Summaries

A boy obsessed with '50s sci-fi movies about aliens has a recurring dream about a blueprint of some kind, which he draws for his inventor friend. With the help of a third kid, they follow it and build themselves a spaceship. Now what?

This space adventure stars Ethan Hawke and River Phoenix as misfit best friends whose dreams of space travel become a reality when they create an interplanetary spacecraft in their homemade laboratory. Ben Crandall is a young visionary who dreams of space travel while watching late-night B monster movies, pouring over comic books, and playing Galaga in the confines of his bedroom. But one night he has a vivid dream of flying over a space-like circuit board and shares his visions with his best friend Wolfgang Muller, a young scientific genius who is able to translate his dreams into a complex computer program that actually works. With the help of their new friend Darren Woods, they create a homemade spacecraft and embark on a secret adventure to another galaxy where they find that things are not always as different as they seem.—Anthony Pereyra {[email protected]}

Details

Keywords
  • dog
  • alien
  • junkyard
  • spaceship
  • child flying spacecraft
Genres
  • Adventure
  • Comedy
  • Sci-Fi
  • Family
  • Romance
Release date Jul 11, 1985
Motion Picture Rating (MPA) PG
Countries of origin United States
Language English German
Filming locations 920 D Street, Petaluma, California, USA
Production companies Paramount Pictures

Box office

Budget $25000000
Gross US & Canada $9873044
Opening weekend US & Canada $3607340
Gross worldwide $9873044

Tech specs

Runtime 1h 49m
Color Color
Aspect ratio 1.85 : 1

Synopsis

Ben Crandall (Ethan Hawke) is a young teenage boy living in the suburbs of Washington, D.C., who experience vivid dreams about flying through clouds and over a vast, city-like circuit board, usually after falling asleep watching 1950s sci-fi movies (The War of the Worlds (1953) is a favorite). Every night, upon waking from the dream, he draws the circuit board.

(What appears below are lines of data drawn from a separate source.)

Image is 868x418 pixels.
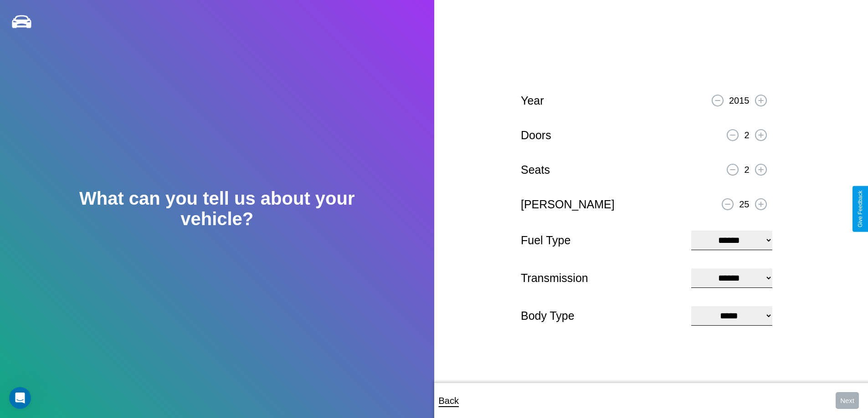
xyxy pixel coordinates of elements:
[729,93,749,109] p: 2015
[521,306,682,326] p: Body Type
[43,189,391,229] h2: What can you tell us about your vehicle?
[744,127,749,143] p: 2
[9,388,31,409] iframe: Intercom live chat
[521,268,682,288] p: Transmission
[744,161,749,178] p: 2
[439,393,459,409] p: Back
[521,194,614,215] p: [PERSON_NAME]
[521,159,549,180] p: Seats
[836,392,859,409] button: Next
[739,196,749,213] p: 25
[521,91,544,111] p: Year
[857,191,863,227] div: Give Feedback
[521,230,682,251] p: Fuel Type
[521,125,551,146] p: Doors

Ben shows the sketches to his friend, child prodigy Wolfgang Muller (River Phoenix). At school, Ben develops a crush on Lori Swenson (Amanda Peterson), but he isn't sure whether it's mutual. Both boys meet punkish-but-likable Darren Woods (Jason Presson), with whom they share their circuit-board concepts. Wolfgang builds an actual microchip based on Ben's drawings. The chip enables the generation of an electromagnetic bubble which surrounds a pre-determined area. As the boys discover, the bubble is capable of moving at near-limitless distances and speeds without the usual effect from inertia. They construct a rudimentary spacecraft out of an abandoned Tilt-A-Whirl car; they named their ship the Thunder Road, after Bruce Springsteen's song of the same title. Their experiments with the Thunder Road draw attention from the United States government, which sends agents to scout the area for UFOs.

After Ben receives more dreams about the circuit board, Wolfgang discovers a means of producing unlimited sustainable oxygen; this means longer flights, whereas previously they were limited to whatever a typical oxygen tank could hold. They finalize their plan to explore the galaxy in search of alien life. The boys complete liftoff, despite interference from the authorities (one of whom silently wishes them well). Shortly after breaking Earth's orbit, something overrides the boys' personal computer-controls. The Thunder Road is tractor-beamed a much larger spaceship. They boys venture out to meet their captors, Wak and Neek; two green-skinned aliens whose knowledge of Earth comes almost entirely from junk culture, particularly television reruns. The young explorers develop a relationship with their extraterrestrial hosts, but the alien spaceship is intercepted by a larger-still alien vessel. Feigning an attack by space pirates, Wak urges the boys to leave. They are in the process of doing so when they are interrupted by a gigantic brown extraterrestrial, this one bearing a close resemblance to the other two, who gestures furiously while grinding out barely-comprehensible alien language. As this turns out, Wak and Neek are brother and sister; they have taken their father's ship out for a joy ride, sending the dreams to the boys in the hopes of meeting humans. Transmissions of old black-and-white movies have kept extraterrestrial populace at a distance -- except for the curious Wak and Neek -- due to the way humans generally depict violence toward alien life.

Wak and Neek's father allows the Thunder Road and its crew to depart, after Wak and Neek give the boys a parting gift: an amulet which, according to the extraterrestrials, is the stuff that dreams are made of. The boys succeed reaching safely back to Earth, but a malfunction results in them crashing the Thunder Road into their neighborhood lake. Now they are back to square one... or so they think. A week later, Ben has a dream at school in which he envisions another vast circuit board while flying though more clouds overhead. This time -- thanks to Wak and Neek's amulet -- Ben is joined in the dream by Wolfgang, Darren and Lori. They proclaimed that the circuitry is really complicated, and wonder where this one will take them once they have constructed this. Lori smiles at Ben while holding his hand.